No place for walking

Hawthorne Boulevard. It’s bad everywhere, but particularly bad here between Pacific Coast Highway and Artesia Boulevard. This might be the least pedestrian friendly stretch of road in the South Bay.

Why do they even bother providing sidewalks here? Clearly, they don’t intend for anyone to walk here, and the few that do seem isolated, miserable, lost. In most places, vast stretches of parking lot separate the sidewalks from anything anyone might want to see or do. To one’s left, the unceasing vehicular traffic, the drone, the smoke, the tense proximity. In every direction, that empty flat pavement.

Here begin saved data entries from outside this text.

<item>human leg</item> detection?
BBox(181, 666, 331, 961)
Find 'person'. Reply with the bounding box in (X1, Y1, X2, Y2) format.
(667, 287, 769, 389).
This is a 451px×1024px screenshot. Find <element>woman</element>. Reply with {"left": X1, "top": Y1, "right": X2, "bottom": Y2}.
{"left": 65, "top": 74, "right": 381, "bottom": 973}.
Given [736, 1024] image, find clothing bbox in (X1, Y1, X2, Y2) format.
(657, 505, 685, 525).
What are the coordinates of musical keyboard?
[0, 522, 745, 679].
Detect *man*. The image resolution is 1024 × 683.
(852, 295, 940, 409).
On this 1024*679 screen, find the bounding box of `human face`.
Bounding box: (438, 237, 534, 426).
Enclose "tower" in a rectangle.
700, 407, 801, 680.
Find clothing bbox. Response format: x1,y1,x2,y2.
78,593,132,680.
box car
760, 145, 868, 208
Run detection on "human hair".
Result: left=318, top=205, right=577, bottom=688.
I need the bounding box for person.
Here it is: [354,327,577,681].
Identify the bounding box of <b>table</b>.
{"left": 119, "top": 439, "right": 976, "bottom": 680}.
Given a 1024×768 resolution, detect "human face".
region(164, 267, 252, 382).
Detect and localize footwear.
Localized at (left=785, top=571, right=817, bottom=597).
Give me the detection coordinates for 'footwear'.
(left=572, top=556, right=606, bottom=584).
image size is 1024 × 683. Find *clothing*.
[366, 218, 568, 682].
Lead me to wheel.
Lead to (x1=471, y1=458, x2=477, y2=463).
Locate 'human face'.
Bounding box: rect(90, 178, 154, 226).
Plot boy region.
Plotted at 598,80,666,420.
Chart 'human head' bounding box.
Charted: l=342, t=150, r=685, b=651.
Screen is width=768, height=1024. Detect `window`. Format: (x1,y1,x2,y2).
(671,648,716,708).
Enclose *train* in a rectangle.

No, this street and everything on it was made for the cars. Building placement is for cars. Front doors are for cars. Even the trees are for cars, these sad sprouts stuck in the middle of vast plains of asphalt or lined along the side of the road. They aren’t to be touched, sat under or walked below. No, they’re meant to be looked at by people in cars.

Shade – that would help. But there is precious little here. On a sunny day – and really, this is pretty much always – this is a hot and miserable walk. The Sahara would be easier. The sun beats down. No shade offers protection. The concrete grows hot, but not as hot as the charcoal asphalt in every direction. The air is dirty and stifling.

For those poor souls left with no choice but to walk here, these oppressive moments are mere reminders that this road was not made for you.